The attorney general, Merrick Garland, who was nominated by Biden, put Hur in charge of the investigation to give it a degree of independence from the leadership of the justice department.
Hur’s direct reference to Biden’s mental faculties was expectedly seized on by Republicans. Alex Pfeiffer, communications director for Make America Great Again Inc, a Super Pac that supports Trump, said: “If you’re too senile to stand trial, then you’re too senile to be president. Joe Biden is unfit to lead this nation.”
The House of Representatives judiciary committee, which is led by Republicans, added on social media: “They didn’t want to bring charges against President Biden for the classified documents case because he’s too old and has a bad memory. They’re admitting what we all see every day.”

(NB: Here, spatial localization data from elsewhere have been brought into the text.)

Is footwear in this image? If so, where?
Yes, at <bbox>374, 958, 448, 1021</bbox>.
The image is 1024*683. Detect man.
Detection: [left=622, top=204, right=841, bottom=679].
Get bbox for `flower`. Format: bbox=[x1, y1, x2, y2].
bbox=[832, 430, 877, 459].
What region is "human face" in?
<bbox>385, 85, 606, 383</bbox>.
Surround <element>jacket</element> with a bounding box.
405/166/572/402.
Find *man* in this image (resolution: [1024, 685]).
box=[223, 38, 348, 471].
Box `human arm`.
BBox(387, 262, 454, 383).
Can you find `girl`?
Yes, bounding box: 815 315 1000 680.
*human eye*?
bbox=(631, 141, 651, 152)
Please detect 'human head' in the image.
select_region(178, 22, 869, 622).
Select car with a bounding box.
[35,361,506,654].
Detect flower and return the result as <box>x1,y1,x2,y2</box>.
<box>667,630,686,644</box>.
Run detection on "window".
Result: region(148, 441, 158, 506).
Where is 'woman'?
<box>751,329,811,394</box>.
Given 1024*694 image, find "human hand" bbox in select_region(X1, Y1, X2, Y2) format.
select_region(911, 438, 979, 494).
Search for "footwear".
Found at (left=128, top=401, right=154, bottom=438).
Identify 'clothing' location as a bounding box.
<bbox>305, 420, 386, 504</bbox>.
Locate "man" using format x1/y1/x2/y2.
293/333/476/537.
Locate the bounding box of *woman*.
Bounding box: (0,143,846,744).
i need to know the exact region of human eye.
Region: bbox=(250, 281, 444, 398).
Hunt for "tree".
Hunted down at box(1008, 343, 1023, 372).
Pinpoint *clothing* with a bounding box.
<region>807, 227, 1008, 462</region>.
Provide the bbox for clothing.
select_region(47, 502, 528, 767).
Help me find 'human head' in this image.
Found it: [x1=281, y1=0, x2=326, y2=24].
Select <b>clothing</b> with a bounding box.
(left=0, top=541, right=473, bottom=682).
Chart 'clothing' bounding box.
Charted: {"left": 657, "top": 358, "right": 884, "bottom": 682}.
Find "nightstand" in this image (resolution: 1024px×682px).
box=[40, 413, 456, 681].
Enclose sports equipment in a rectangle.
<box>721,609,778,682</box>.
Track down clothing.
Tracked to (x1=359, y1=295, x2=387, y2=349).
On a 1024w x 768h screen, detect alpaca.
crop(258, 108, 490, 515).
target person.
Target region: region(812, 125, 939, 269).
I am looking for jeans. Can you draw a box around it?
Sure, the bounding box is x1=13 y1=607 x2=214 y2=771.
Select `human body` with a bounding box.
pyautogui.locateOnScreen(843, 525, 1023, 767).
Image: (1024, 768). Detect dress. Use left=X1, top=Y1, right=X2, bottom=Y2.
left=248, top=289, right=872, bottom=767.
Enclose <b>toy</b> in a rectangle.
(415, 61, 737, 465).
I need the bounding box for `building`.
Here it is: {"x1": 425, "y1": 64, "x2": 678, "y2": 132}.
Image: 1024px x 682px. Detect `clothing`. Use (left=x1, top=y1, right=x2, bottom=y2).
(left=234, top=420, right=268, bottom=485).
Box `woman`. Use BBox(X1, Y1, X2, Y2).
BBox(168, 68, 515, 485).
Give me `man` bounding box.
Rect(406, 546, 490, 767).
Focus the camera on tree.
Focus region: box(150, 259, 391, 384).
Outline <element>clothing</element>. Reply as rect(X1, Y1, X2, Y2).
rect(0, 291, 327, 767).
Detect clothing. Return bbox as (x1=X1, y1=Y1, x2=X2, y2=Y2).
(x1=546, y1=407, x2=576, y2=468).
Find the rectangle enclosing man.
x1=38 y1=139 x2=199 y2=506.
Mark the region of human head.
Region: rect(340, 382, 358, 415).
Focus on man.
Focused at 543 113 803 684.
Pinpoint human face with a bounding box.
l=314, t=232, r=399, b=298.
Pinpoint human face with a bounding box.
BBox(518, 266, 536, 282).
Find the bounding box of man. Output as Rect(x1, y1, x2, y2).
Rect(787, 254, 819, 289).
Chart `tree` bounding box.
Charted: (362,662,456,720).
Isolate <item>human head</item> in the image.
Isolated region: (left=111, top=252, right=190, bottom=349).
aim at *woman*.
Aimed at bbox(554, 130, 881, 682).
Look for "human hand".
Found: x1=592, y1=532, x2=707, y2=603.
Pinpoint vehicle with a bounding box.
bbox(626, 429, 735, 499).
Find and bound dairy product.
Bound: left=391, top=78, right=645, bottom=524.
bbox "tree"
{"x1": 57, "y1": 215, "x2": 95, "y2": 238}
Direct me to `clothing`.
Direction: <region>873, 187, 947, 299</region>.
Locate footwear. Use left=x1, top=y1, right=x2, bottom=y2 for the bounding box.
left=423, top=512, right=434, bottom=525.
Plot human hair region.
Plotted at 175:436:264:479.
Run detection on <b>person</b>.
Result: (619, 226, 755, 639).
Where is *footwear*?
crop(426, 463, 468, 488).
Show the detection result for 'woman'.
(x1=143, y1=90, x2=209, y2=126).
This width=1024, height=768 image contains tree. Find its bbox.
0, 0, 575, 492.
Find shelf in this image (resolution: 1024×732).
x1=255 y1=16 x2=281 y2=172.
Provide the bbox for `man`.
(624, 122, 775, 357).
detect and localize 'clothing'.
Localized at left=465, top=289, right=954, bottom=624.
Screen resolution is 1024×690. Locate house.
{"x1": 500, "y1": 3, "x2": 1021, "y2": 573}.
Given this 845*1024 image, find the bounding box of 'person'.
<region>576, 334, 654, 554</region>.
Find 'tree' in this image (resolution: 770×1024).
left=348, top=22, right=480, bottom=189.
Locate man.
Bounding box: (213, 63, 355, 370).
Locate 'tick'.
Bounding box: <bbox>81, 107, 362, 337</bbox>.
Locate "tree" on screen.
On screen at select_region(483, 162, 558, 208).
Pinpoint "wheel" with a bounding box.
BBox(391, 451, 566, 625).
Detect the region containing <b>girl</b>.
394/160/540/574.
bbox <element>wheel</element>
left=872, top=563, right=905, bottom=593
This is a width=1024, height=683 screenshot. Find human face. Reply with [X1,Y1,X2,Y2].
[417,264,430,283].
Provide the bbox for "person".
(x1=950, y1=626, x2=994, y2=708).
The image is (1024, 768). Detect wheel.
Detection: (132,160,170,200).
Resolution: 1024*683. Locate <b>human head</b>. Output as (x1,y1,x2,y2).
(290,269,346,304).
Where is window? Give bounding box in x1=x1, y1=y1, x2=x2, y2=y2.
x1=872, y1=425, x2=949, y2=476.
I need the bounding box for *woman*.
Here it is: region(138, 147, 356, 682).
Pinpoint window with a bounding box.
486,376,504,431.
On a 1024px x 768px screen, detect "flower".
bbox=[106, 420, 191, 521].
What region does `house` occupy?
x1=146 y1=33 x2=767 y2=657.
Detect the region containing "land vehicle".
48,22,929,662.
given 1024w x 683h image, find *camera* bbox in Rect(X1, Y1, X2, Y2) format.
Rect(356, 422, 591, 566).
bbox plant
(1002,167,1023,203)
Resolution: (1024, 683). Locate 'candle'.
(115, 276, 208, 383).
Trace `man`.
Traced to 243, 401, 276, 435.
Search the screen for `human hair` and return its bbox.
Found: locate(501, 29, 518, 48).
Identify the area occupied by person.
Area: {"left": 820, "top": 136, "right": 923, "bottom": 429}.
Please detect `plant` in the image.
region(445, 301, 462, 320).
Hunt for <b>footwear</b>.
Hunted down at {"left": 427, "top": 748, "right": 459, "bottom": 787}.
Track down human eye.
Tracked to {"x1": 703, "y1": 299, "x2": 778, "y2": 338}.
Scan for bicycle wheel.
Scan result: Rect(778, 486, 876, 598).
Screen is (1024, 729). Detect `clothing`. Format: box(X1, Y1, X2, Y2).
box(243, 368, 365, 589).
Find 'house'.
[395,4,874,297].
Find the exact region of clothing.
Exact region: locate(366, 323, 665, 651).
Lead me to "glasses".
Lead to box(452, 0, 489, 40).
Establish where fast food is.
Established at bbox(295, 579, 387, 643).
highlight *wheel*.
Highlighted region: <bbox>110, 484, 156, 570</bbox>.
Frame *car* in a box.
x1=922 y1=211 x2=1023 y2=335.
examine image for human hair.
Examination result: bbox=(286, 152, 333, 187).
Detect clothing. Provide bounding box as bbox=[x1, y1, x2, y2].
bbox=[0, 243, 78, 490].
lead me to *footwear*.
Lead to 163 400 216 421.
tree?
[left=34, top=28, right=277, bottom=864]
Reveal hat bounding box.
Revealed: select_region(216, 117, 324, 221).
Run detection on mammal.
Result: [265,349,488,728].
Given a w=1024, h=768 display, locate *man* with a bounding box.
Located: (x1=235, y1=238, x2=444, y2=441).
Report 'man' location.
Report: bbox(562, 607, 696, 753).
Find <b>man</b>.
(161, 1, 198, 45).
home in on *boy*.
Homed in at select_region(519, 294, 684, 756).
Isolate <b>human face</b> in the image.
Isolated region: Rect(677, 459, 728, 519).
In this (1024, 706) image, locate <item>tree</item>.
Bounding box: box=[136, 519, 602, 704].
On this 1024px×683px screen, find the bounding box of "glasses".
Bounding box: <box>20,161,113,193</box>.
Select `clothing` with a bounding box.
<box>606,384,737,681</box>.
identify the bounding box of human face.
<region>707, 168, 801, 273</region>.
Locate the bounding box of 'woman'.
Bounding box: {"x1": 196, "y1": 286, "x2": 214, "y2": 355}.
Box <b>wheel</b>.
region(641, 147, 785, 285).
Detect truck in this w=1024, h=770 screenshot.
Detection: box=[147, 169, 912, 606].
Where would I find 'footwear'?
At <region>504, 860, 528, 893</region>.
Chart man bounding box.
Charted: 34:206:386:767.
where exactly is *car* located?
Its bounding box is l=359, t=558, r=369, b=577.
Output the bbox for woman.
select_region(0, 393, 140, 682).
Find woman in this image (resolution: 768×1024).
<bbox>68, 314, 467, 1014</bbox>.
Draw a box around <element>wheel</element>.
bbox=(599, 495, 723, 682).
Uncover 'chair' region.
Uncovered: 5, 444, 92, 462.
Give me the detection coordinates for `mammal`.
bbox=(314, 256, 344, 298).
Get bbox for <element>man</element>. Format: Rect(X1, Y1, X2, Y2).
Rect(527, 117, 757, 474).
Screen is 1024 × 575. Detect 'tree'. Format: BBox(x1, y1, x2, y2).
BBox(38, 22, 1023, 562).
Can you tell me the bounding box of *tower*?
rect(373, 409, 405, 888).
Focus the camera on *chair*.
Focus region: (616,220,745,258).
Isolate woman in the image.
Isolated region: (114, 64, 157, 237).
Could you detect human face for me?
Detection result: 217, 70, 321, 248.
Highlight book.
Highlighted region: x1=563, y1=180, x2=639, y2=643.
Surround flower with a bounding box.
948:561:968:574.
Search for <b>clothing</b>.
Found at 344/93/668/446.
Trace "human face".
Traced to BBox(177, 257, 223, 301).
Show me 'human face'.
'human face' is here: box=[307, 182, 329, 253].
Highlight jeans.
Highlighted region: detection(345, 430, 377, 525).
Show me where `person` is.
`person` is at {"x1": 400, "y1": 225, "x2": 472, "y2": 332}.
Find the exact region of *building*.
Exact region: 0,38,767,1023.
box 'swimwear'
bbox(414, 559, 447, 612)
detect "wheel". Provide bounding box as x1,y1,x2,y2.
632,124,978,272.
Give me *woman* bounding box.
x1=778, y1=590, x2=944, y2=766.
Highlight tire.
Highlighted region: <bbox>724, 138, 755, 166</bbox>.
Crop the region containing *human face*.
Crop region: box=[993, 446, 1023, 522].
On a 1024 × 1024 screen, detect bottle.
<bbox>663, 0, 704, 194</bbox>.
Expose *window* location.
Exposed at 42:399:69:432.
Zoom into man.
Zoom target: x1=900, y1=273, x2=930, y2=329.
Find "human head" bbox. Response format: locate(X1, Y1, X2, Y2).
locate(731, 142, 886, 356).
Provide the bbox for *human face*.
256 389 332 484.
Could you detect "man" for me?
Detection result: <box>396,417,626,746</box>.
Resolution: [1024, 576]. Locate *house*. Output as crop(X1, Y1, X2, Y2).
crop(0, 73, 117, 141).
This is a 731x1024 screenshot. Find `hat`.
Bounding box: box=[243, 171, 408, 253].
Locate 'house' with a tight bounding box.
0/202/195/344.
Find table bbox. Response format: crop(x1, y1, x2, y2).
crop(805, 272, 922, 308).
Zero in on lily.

But Democrats criticised Hur for going beyond his brief and straying into partisan politics. Some drew comparisons with FBI director James Comey, who declined to recommend charges against 2016 presidential nominee Hillary Clinton over her use of a personal email system during her time as secretary of state but rebuked her as “extremely careless”.
Tommy Vietor, a former spokesperson for Obama, tweeted: “Robert Hur clearly decided to go down the Jim Comey path of filling his report absolving Biden of criminal activity with ad hominem attacks, like calling him an “elderly man with poor memory.” Not remotely subtle. Just a right-wing hit job from within Biden’s own DOJ. Wild.”
Trump falsely claimed on Thursday that Biden’s case was worse than his own. The former president said in a statement: “The Biden Documents Case is 100 times different and more severe than mine. I did nothing wrong, and I cooperated far more.”